╭──

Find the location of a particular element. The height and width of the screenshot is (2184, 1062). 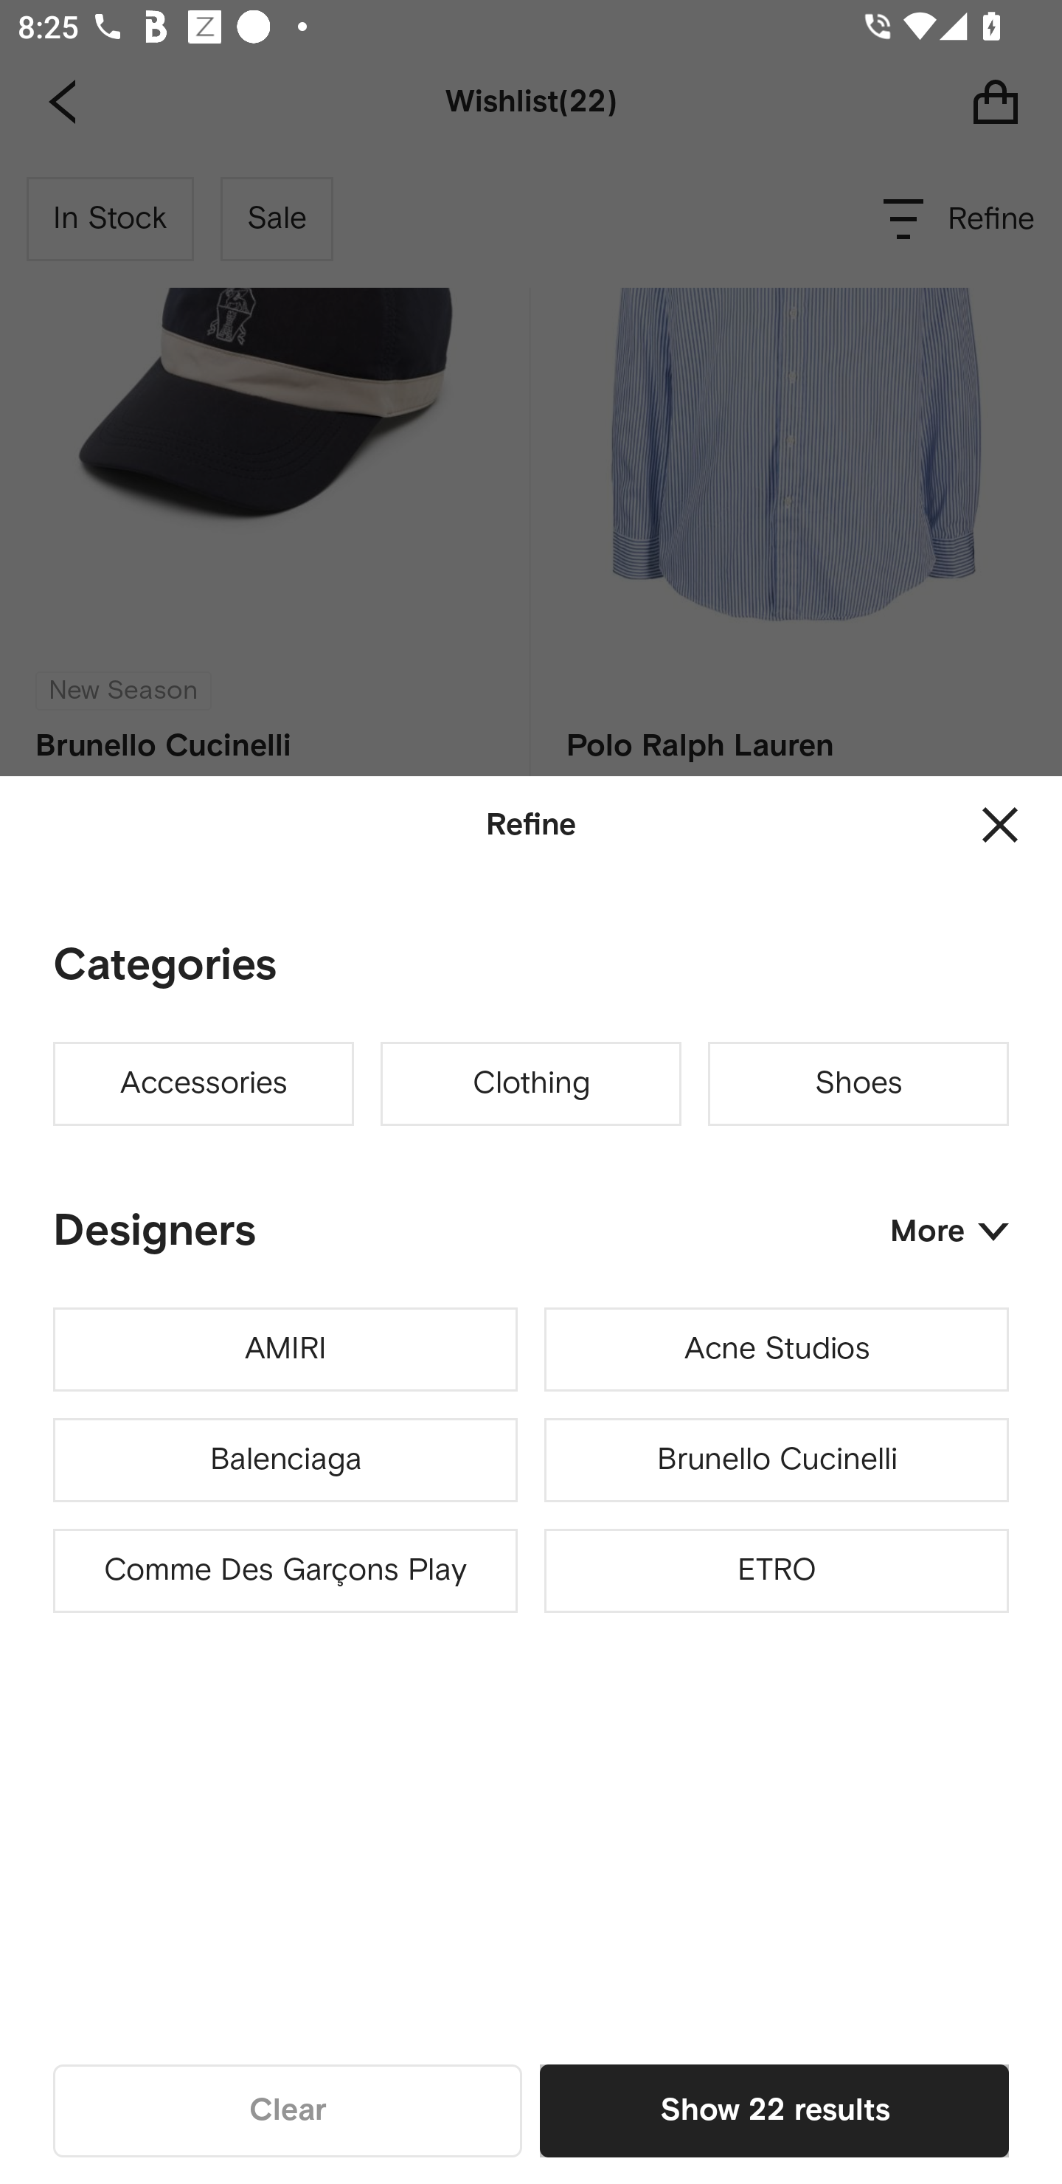

Comme Des Garçons Play is located at coordinates (286, 1572).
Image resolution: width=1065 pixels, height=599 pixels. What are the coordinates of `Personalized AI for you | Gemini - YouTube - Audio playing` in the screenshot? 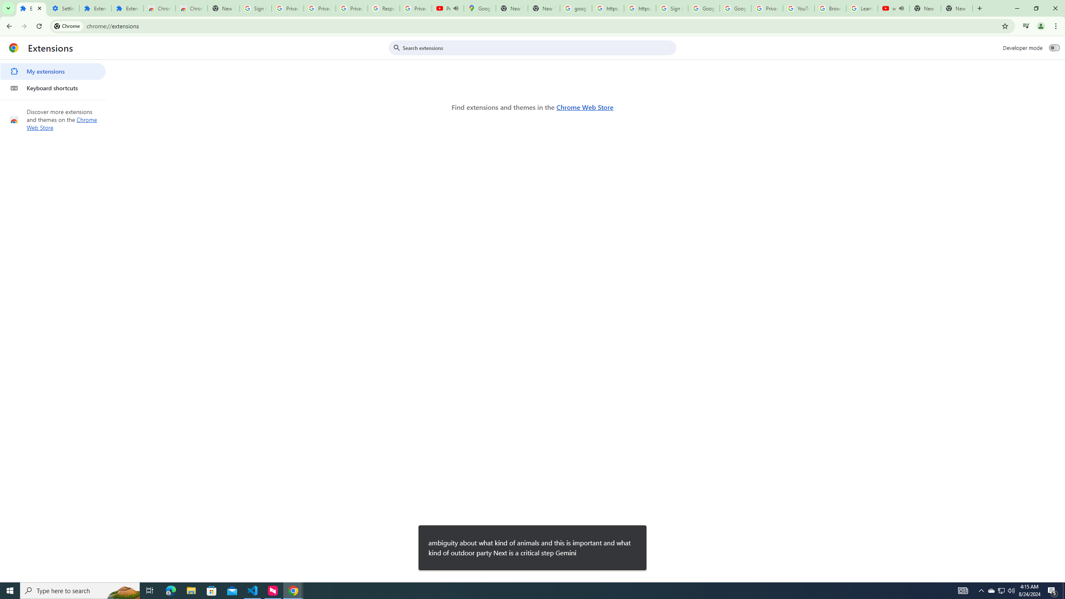 It's located at (448, 8).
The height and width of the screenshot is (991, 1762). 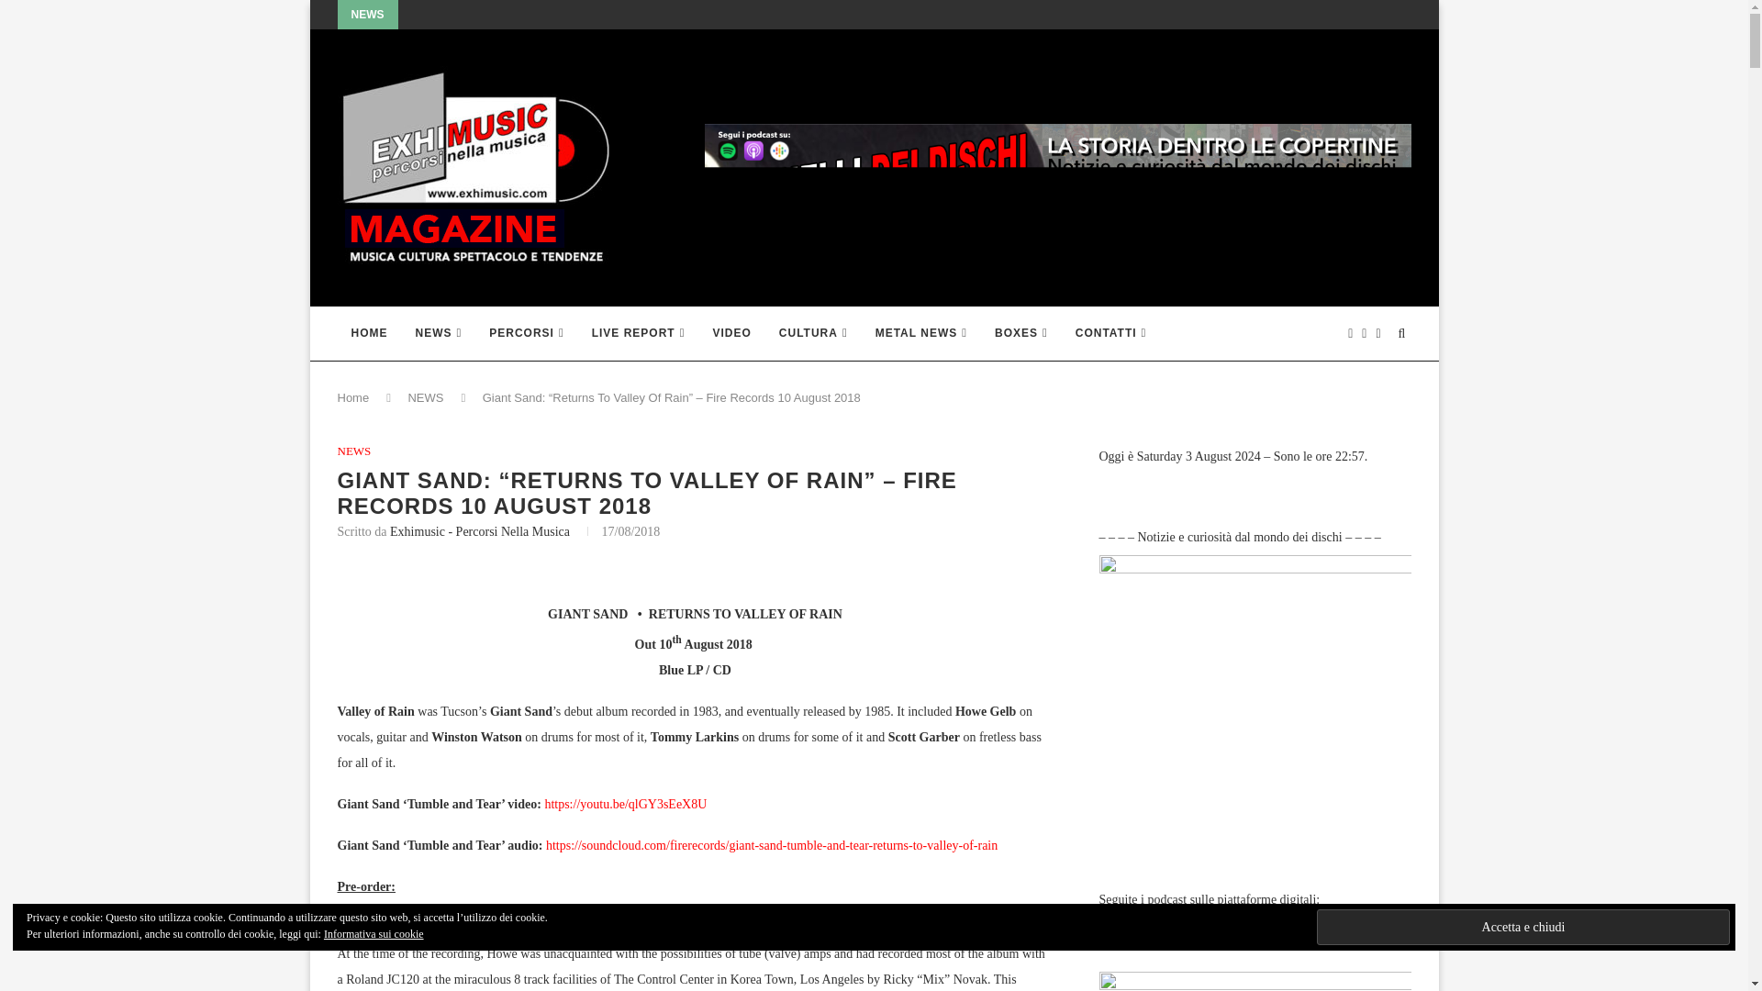 I want to click on Accetta e chiudi, so click(x=1524, y=927).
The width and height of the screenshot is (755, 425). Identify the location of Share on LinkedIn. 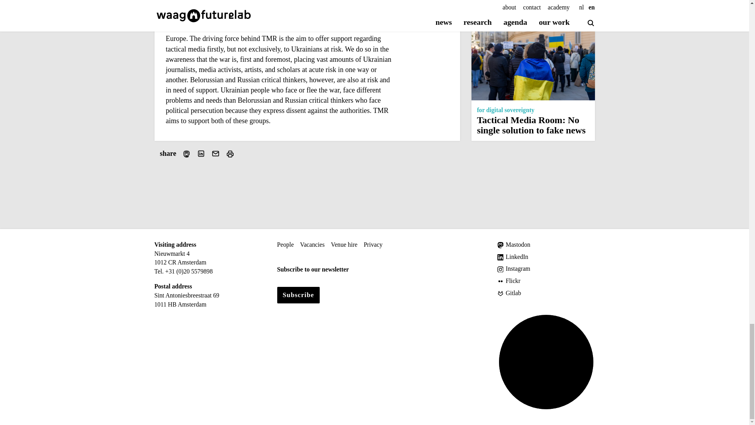
(201, 153).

╰──

### PROBLEM TO SOLVE
Working from the records above, reproduce exactly the lines from the one with "The width and" through the last line, without the pictures.

### RESULT FOR THIS EXERCISE
The width and height of the screenshot is (755, 425). Identify the location of Share on LinkedIn. 
(201, 153).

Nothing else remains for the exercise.